[Public-List] Going Solo M.O.B. Drills

crufone at comcast.net crufone at comcast.net
Wed Jun 6 08:43:46 PDT 2012


Richard, 


I think it was Sailing World or U.S. Sailing in conjunction with Boat U.S. The article I read 4 to 5 years ago was that this team went through all the latest and, thought to be the best strategies for M.O.B. drills. What they discovered 100% of the time was that the seemingly best drills in theory were not all that effective in practice.  The most revealing part of the exercise was that crew aboard the boat could fairly effectively get back to the person in the water the critical issue was getting them back on board once they were reconnected again. Almost all forms of the accepted practice methods failed to recover the MOB back inside the boat in anything approaching a timely fashion. The article surprisingly summed up the situation with "do everything possible to stay on the boat or at least connected to the boat but still above the water line". 

  

My belief is that MOB drills should be performed with a true MOB and not just trying to sail back to a throwable cushion. None of us can imagine the difficulty of getting back on board or getting someone else back on board until we actually try to do it for REAL. Also realize that what you could do twenty years ago you might have difficulty doing tomorrow even to save your own life. Practice for REAL and more often than every five years. When I was racing Dinghys on a regular basis I could recover from a capsize pretty effeciently and continue on with the race. Today ten years later would be an entirely other story. Practicing for real the MOB will give you first hand knowledge of what works and what does not. Better yet it puts you in the actual situation and that real experience may be what saves your life. 

  

I agree that this has been a very useful thread. I have heard of sailors towing a line with loops tied in place so it would be easier to climb the loops back to the boat and also back on board. Any thoughts? 

  

Michael #133 



----- Original Message -----




From: "richard hazlegrove" <richard.hazlegrove at wellsfargo.com> 
To: public-list at lists.alberg30.org 
Sent: Tuesday, June 5, 2012 4:42:55 PM 
Subject: Re: [Public-List] going solo 

To Chris's comment about how fast the boat must go before it becomes impossible to re-board;  I recall some years ago that one of the sailing magazines - Practical Sailor? - performed a series of tests with strong swimmers and Coast Guard supervision.

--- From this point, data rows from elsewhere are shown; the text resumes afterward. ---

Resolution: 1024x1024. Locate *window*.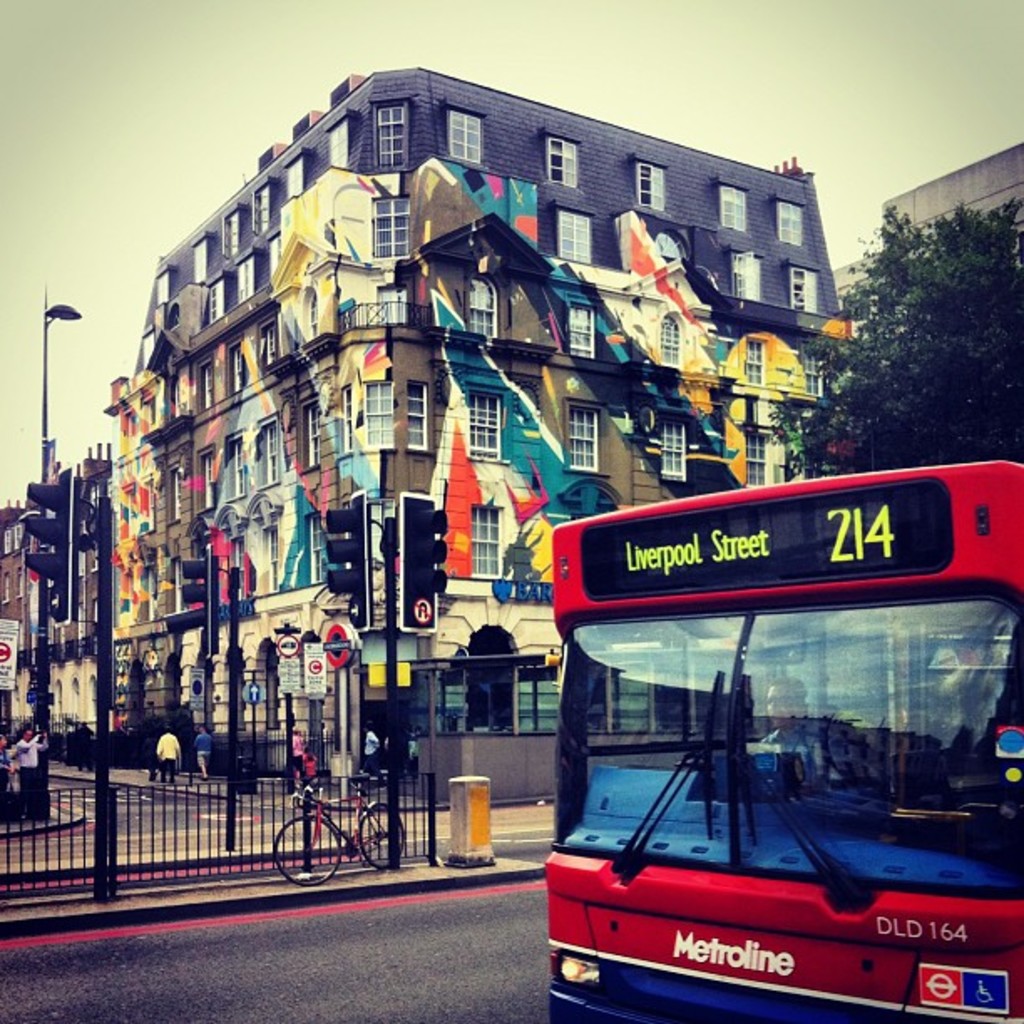
x1=139 y1=465 x2=157 y2=535.
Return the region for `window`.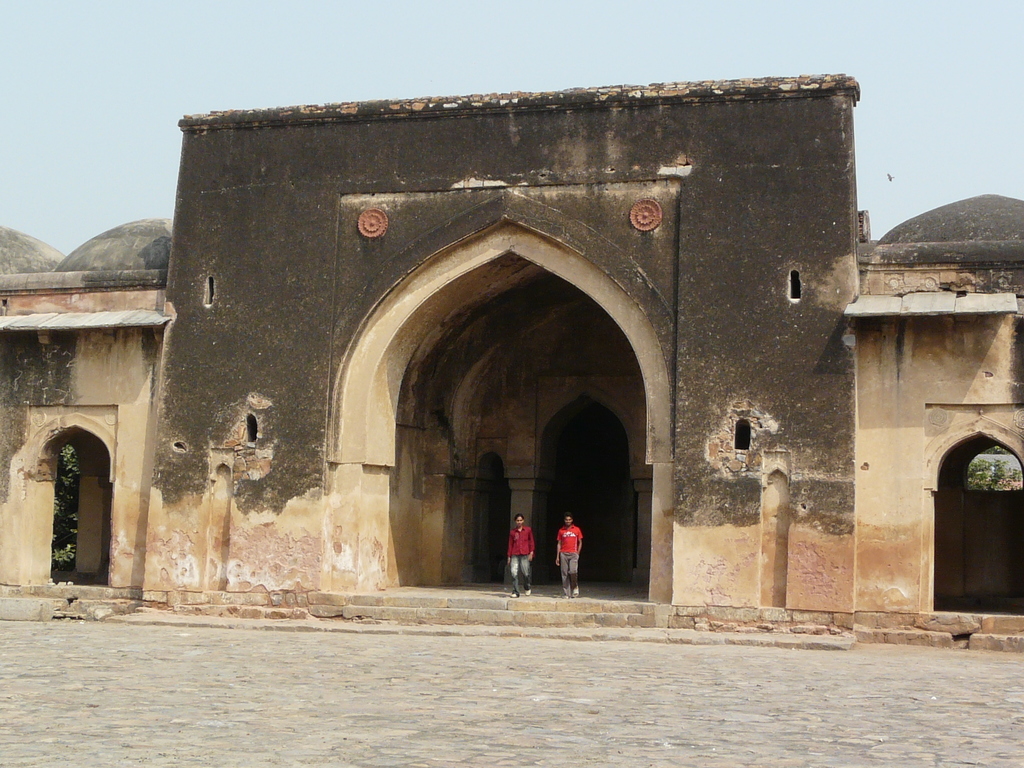
{"left": 205, "top": 273, "right": 216, "bottom": 305}.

They determined that the maximum boat speed was very low for these swimmers to pull their way back to the transom using a line dragging in the water. If I recall correctly, at anything above about two knots, one had to be in very good shape to do this.  Above three knots these athletic swimmers could not do it. I concluded that this was not much of a strategy in anything other than light air sailing.  Certainly not in conditions that had made me want to drag a line.  Better to figure out a way to disengage the autopilot and hope the boat rounds up.